Thursday, May 9, 2019

Oldies but Goodies Aren't in Rocking Chairs




While Granny is Rockin', Grandpa's Gawkin'





By Randy McNutt


Once, there were no “oldies,” except grandma and grandpa. Then in the late 1950s came a demand for records from the beginning of rock ’n’ roll. Oddly enough, the early days had happened only five or six years earlier. No matter. The need was there. 

The original term oldies meant something specific: doo-wop singles. Soon the demand for oldie LPs increased, too. As Music Business magazine put it in 1964: “The evolution of the term oldie in recent years is comparable to what has happened to such originally specific terms as folk and hootenanny. They tended to take on a broader meaning than originally and as this pattern developed the trend itself became diluted and less clear-cut.” 

In New York, Irving “Slim” Rose opened what is considered one of the first oldies-only record shops in the nation, Times Square Records. Rose referred to oldies as those made from 1953 to 1959. His customers were mainly in their teens to early twenties. Rose sold original 45- and 78-rpm discs. Soon he started releasing original doo-wop masters on his own label. Some DJs started playing them on oldies radio programs. Noticing this trend, the original record labels started re-releasing some of their old hits. 

In the late ’60s, the oldies market picked up considerably, blossoming in the era of hipness, hippies, and psychedelia. Companies kept up with the times by re-releasing songs from the early ’60s. Meanwhile, the ’50s oldies market remained strong, sparking a modest career comeback for Bill Haley, who by 1968 sounded like a clunking old Chevy without an exhaust.

And so, the oldies market drifted into the future. Old being a relative term, the oldies expanded to include classic hits a decade ago. To meet the demand, an increasing number of the original record labels began publishing catalogs exclusively devoted to their re-issue discs. 

By 1971, Sterling, the title-strip maker for jukebox records, counted forty-one record companies with oldies catalogs. From 1970 to 1971, the number of labels offering oldies catalogs doubled, according to Billboard. One beneficiary of the oldie was the jukebox industry. When labels realized the oldie was not a fad, they started forming their own special imprints for oldies. One of them was Starday’s Country Jukebox Oldies. Others included RCA’s Gold Standard and Decca’s Original Performance. Elektra introduced its Spun Gold series in 1971. In that period, the most favorite oldies were by big-name acts in various genres, including Ray Price in country and Creedence Clearwater Revival in rock. Obviously, not all kids were dipping into the past for their fix of music. 

These days, oldies are taken for granted as a part of the record business. They are often called re-issue albums. Perhaps the 45 oldie will come back stronger now that younger people have discovered vinyl.

Excerpted from Randy McNutt's Spinning the Groove: An A to Z Adventure to the Lore, Legends, and Lingo of the Old Record Business (HHP Books.)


Your goal → Go through the entries and copy every line that has the string "held" in it.

Excerpts from a figure dataset
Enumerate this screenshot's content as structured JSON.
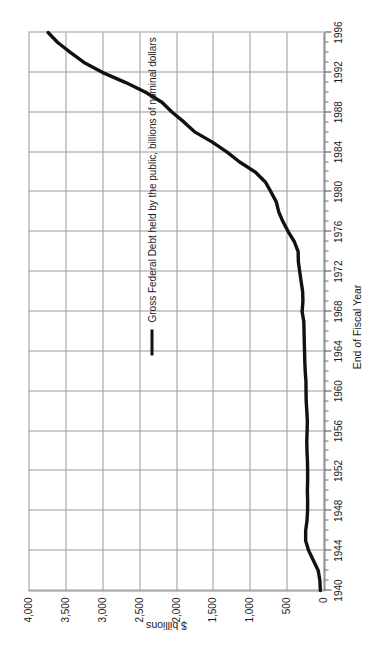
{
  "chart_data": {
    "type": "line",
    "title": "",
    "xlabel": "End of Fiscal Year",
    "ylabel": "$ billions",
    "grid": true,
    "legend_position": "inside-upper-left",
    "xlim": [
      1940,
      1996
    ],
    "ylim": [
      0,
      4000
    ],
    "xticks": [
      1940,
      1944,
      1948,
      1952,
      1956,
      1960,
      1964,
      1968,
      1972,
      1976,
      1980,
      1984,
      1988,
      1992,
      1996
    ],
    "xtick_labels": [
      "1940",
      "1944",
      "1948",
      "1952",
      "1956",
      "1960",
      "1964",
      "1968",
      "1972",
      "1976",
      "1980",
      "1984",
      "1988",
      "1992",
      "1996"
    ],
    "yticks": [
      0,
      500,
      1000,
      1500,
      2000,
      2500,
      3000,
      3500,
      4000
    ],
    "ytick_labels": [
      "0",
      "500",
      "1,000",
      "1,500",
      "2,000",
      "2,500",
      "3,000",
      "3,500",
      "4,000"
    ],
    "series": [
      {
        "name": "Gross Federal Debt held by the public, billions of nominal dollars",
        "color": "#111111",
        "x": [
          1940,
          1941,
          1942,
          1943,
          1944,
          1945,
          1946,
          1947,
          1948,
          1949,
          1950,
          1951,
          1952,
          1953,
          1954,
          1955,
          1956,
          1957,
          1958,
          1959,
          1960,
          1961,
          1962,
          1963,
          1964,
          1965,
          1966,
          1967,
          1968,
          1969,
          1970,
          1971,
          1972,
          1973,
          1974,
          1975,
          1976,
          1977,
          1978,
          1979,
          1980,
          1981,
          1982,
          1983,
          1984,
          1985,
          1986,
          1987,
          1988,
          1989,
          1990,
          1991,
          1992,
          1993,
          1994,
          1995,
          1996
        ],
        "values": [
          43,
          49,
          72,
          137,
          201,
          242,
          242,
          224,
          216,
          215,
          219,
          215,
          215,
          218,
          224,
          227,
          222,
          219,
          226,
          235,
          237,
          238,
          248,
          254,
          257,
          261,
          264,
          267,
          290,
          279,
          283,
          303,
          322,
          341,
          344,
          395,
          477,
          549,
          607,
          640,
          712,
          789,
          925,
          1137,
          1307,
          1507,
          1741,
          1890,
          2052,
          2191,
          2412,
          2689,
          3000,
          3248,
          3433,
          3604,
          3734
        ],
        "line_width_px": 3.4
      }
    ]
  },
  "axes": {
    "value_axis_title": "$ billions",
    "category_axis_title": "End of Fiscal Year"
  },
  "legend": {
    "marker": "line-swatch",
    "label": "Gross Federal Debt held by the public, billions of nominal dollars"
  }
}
---
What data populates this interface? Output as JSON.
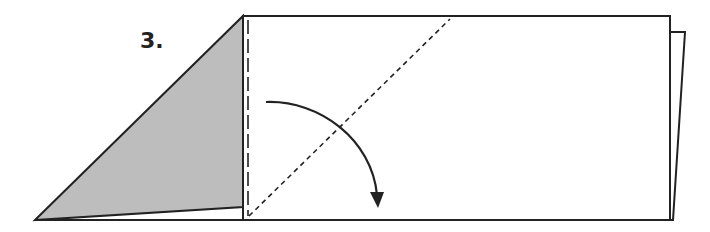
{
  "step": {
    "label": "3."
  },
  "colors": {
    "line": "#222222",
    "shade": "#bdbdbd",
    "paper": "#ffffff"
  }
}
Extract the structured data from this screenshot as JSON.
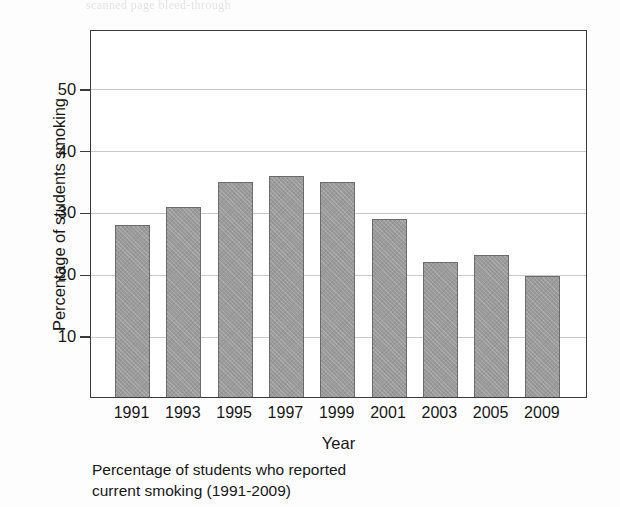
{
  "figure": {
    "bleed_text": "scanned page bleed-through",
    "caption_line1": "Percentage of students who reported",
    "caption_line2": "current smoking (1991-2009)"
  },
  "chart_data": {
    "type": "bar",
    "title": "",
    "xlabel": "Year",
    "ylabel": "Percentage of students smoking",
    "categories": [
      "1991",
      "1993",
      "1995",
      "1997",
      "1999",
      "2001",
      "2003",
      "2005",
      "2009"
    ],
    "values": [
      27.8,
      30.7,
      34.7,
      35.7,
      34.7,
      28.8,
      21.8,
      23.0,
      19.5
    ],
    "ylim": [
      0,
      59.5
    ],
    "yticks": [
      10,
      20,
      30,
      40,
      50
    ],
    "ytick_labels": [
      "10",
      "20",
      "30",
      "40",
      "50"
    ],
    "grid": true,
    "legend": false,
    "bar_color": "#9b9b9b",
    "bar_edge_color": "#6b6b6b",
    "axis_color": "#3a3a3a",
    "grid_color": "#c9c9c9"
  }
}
---
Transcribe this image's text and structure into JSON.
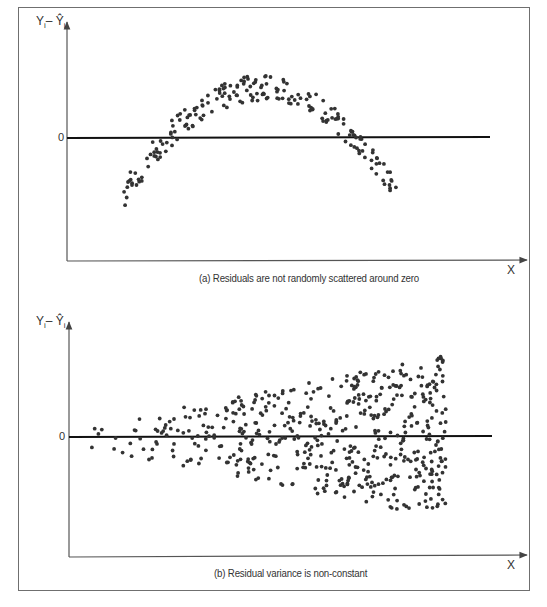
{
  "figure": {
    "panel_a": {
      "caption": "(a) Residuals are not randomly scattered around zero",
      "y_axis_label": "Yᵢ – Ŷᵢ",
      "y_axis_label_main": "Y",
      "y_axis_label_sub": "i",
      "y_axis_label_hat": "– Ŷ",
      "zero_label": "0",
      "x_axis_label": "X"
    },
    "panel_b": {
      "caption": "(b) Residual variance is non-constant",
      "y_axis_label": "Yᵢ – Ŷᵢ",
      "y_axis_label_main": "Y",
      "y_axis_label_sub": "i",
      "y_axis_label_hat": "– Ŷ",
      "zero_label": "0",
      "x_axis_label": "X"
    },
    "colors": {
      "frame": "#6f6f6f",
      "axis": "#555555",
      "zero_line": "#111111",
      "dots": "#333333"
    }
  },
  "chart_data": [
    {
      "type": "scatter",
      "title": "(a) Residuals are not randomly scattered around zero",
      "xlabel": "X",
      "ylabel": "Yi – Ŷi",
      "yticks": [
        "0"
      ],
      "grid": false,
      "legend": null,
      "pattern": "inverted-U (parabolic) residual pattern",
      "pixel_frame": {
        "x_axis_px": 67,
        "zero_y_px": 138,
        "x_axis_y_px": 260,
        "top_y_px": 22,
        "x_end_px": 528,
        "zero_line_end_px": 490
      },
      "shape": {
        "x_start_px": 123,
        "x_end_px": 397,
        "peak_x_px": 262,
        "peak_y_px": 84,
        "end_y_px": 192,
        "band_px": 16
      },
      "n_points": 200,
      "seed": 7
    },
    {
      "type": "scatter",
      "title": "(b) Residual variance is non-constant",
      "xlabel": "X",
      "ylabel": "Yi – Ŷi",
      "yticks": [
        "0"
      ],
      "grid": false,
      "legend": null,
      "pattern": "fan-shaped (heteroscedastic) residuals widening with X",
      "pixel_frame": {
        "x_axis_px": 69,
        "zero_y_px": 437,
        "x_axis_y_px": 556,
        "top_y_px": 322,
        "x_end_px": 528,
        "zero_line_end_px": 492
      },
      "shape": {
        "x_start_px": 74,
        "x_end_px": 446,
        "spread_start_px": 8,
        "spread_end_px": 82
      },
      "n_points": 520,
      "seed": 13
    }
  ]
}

Finished exercise →
        "name": "Gross Federal Debt held by the public, billions of nominal dollars",
    "label": "Gross Federal Debt held by the public, billions of nominal dollars"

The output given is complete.